Colson Whitehead Wins Pulitzer Prize for Fiction
The Underground Railroad won the Pulitzer Prize for fiction Monday, topping off an already impressive year for author Colson Whitehead, whose novel won the National Book Award and was an Oprah Book Club selection, pushing the book into early publication onto the bestseller list and making Whitehead into a household name. With the Pulitzer, his 8th book (six fiction and two nonfiction) adds to its list of accolades and further solidifies its path to becoming a modern American classic.
The novel, following two slaves as they escape a brutal master on the underground railroad, which is an actual physical subterranean train in Whitehead’s imagining, will be adapted for a limited series on Amazon, helmed by Moonlight director Barry Jenkins. It has so far sold more than 825,000 copies in the US.
In other Pulitzer news, Evicted: Poverty and Profit in the American City by Matthew Desmond, a heart-wrenching look at the rise in mass evictions in the wake of the 2008 financial crisis, won the Pulitzer for nonfiction and Blood in the Water: The Attica Prison Uprising of 1971 and Its Legacy by Heather Ann Thompson won the history prize. The Return: Fathers, Sons and the Land in Between by Hisham Matar, a timely memoir about a son’s search for his kidnapped father in Qaddafi’s Libya, took home the biography or autobiography prize, and Olio by Tyehimba Jess won for poetry.
Imagine Me Gone by Adam Haslett and The Sport of Kings by C.E. Morgan were finalists for this year’s Pulitzer in fiction.
Check out all of our coverage on Whitehead here.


● **What this task involves**
Return exactly the lines of the data below, from the one that contains "Give me the" through the final line, and leave out every picture.

[Stored data entries]

- Opening Delimiter -

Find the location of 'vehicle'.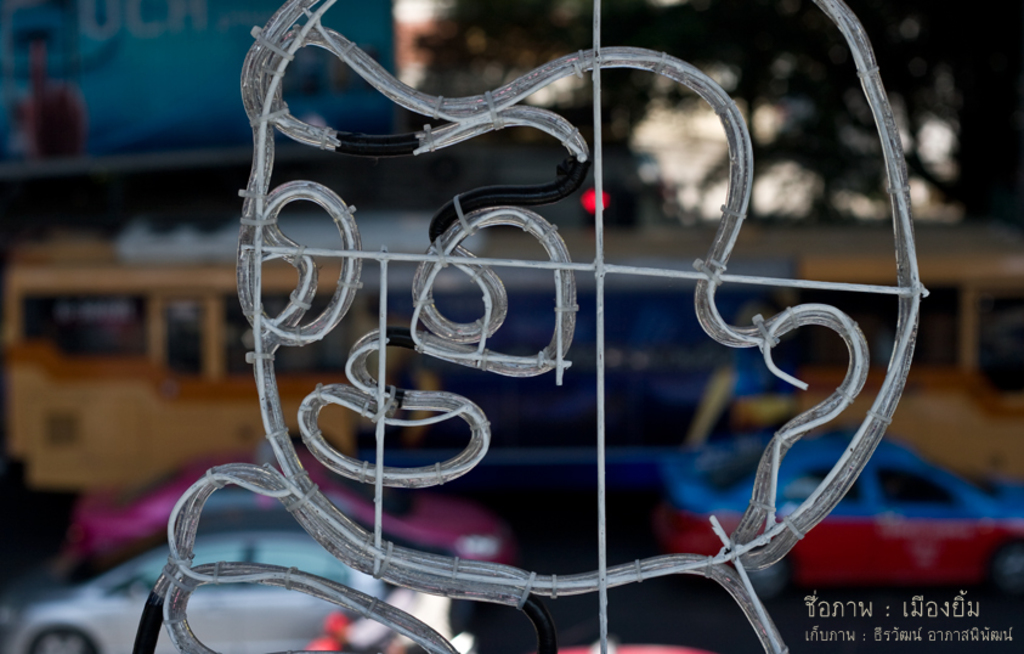
Location: x1=17 y1=525 x2=373 y2=653.
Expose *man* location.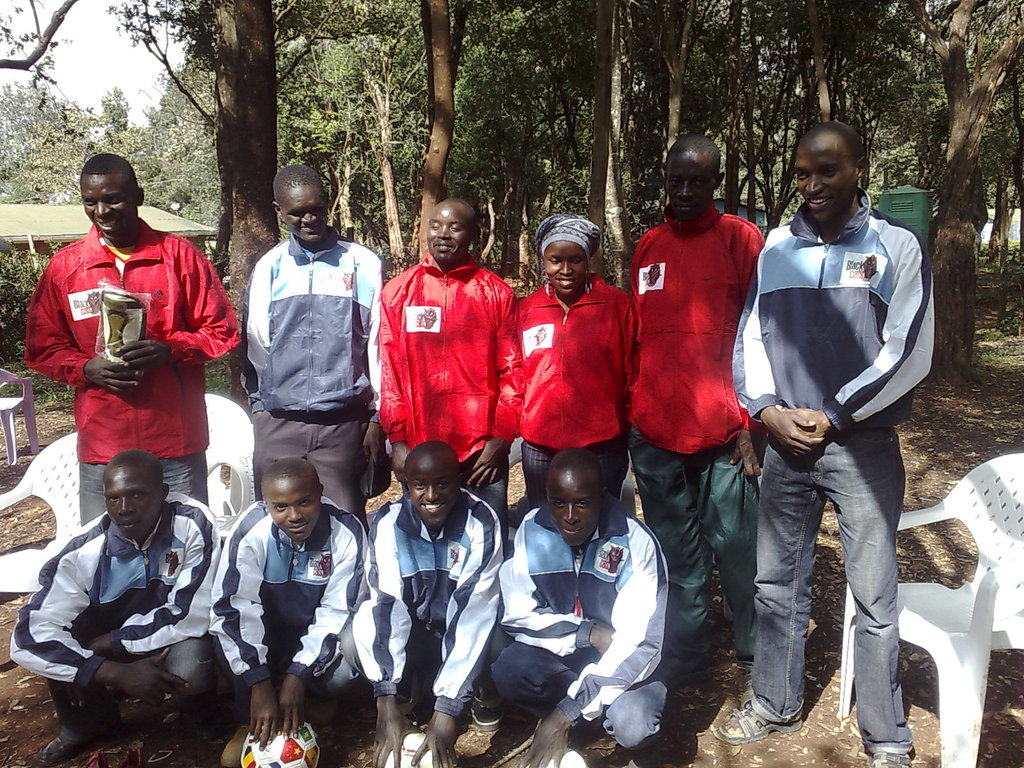
Exposed at (206, 452, 366, 742).
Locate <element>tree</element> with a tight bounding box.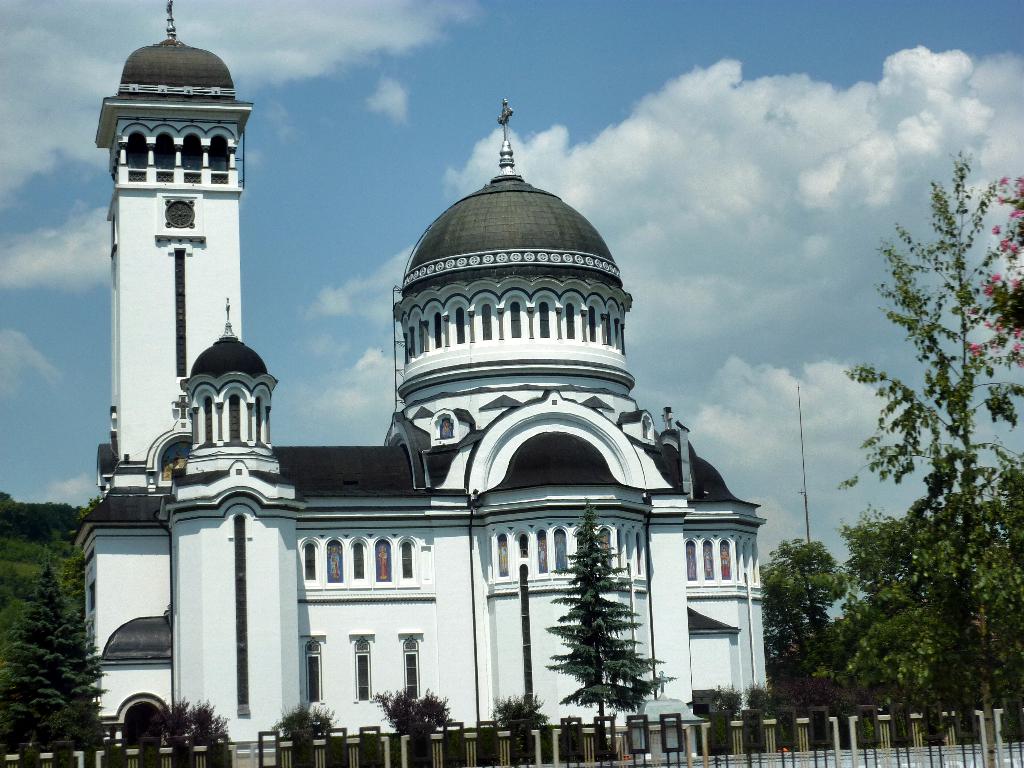
crop(1, 561, 100, 760).
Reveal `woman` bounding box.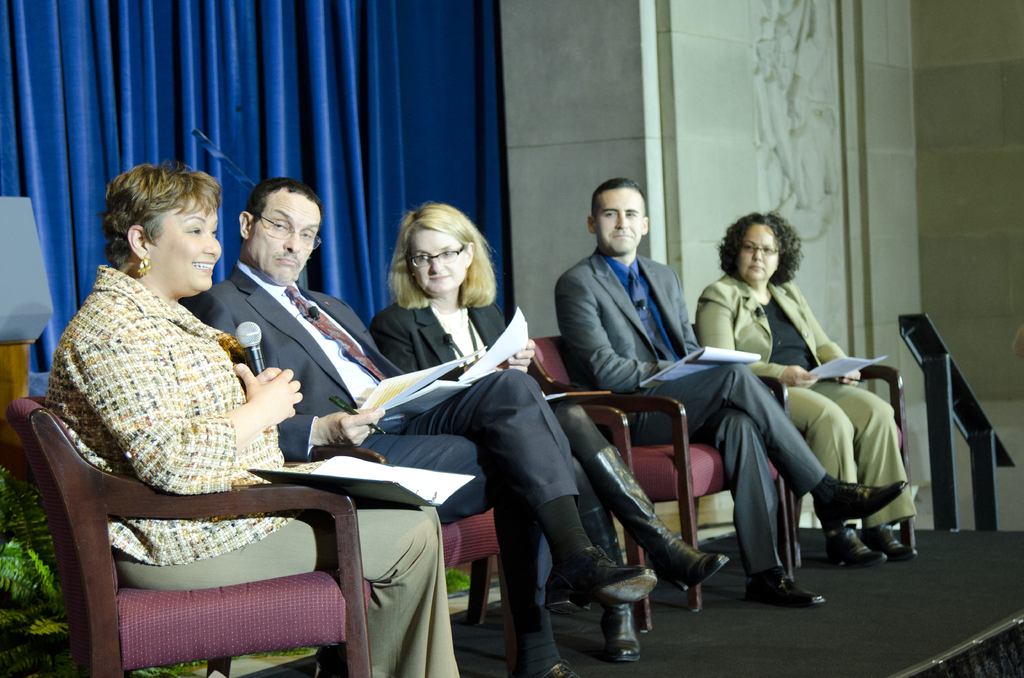
Revealed: rect(694, 209, 921, 565).
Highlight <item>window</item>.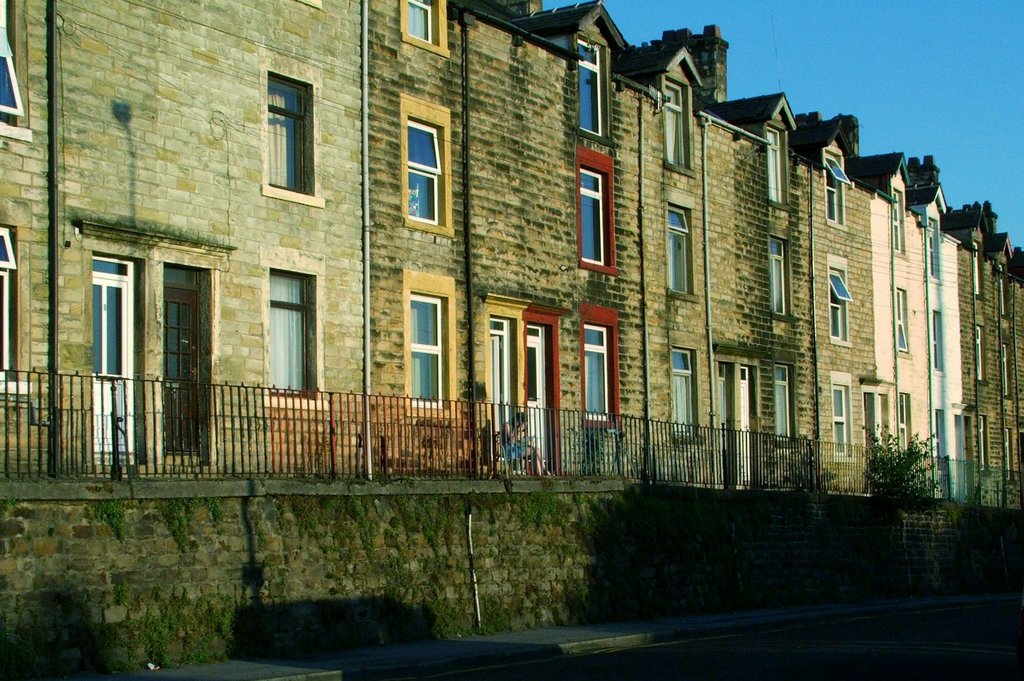
Highlighted region: <box>861,386,894,463</box>.
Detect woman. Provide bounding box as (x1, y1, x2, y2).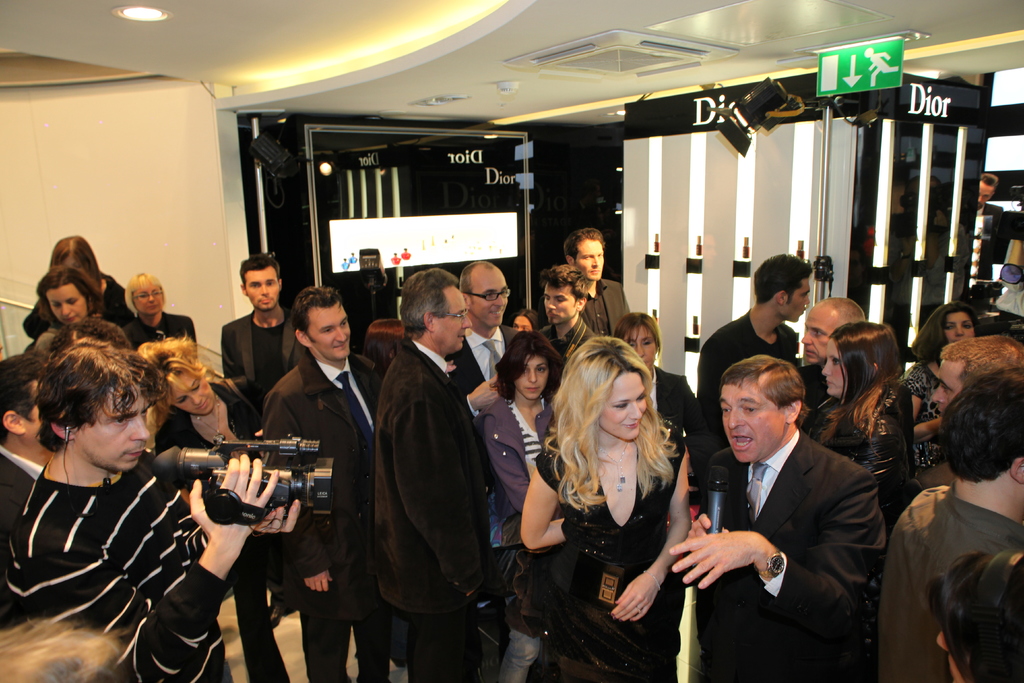
(22, 236, 125, 340).
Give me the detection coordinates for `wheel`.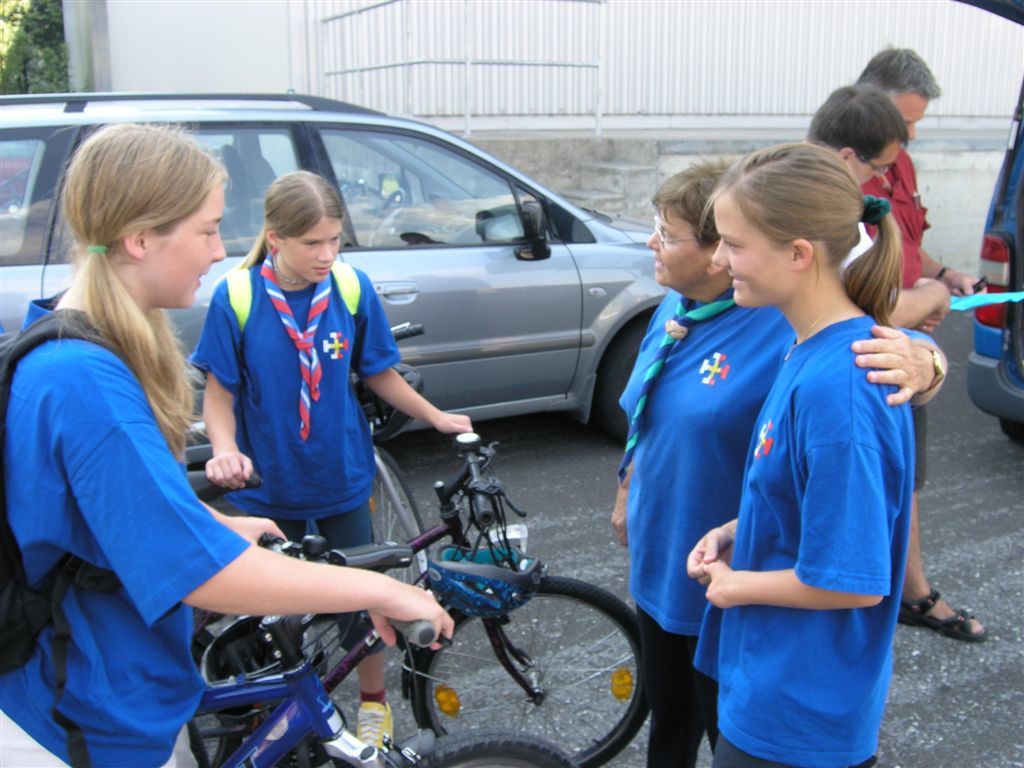
[369,448,429,583].
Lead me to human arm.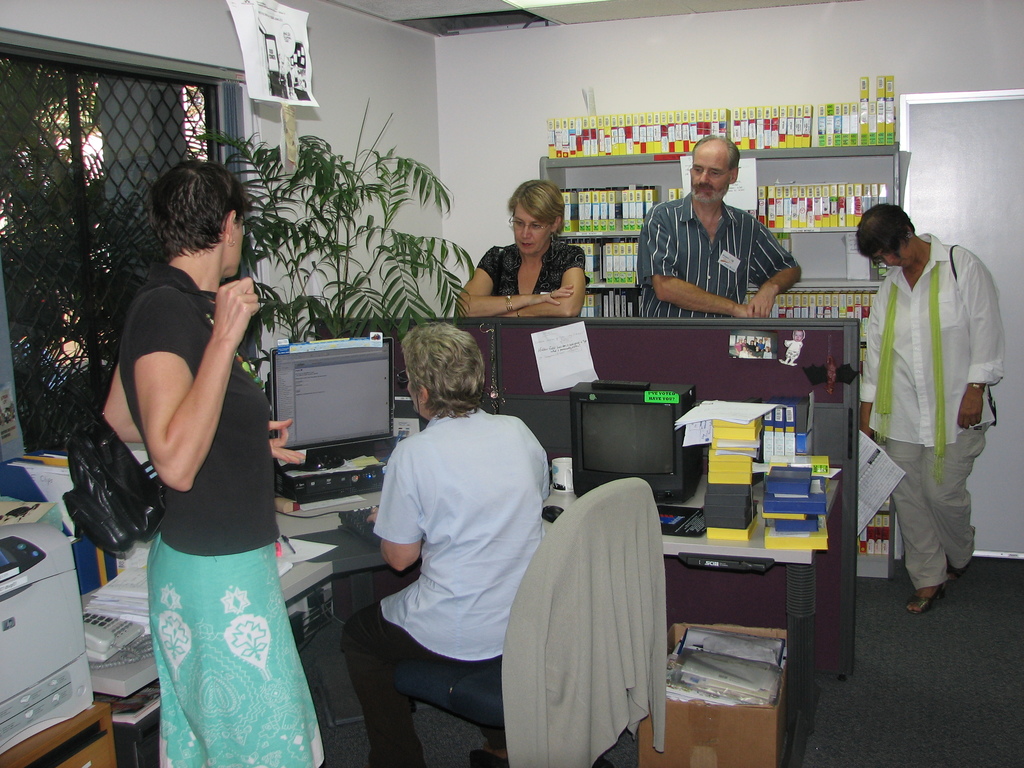
Lead to [left=856, top=291, right=880, bottom=442].
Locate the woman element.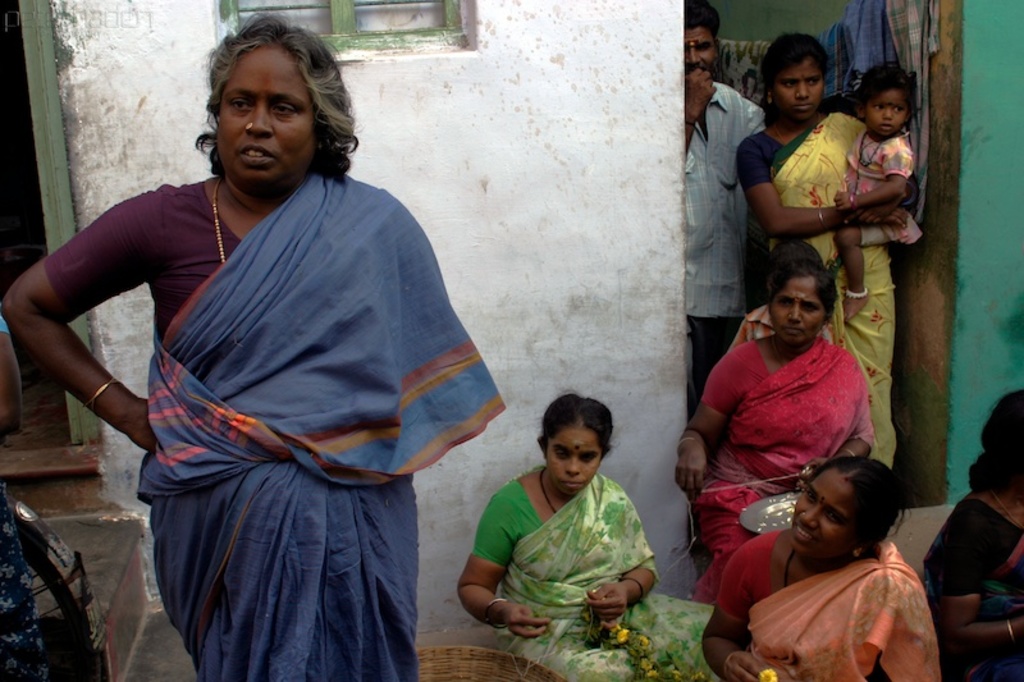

- Closing Delimiter -

● **Task solution**
Give me the detection coordinates for `wheel`.
[369,448,429,583].
Lead me to human arm.
Lead to [left=856, top=291, right=880, bottom=442].
Locate the woman element.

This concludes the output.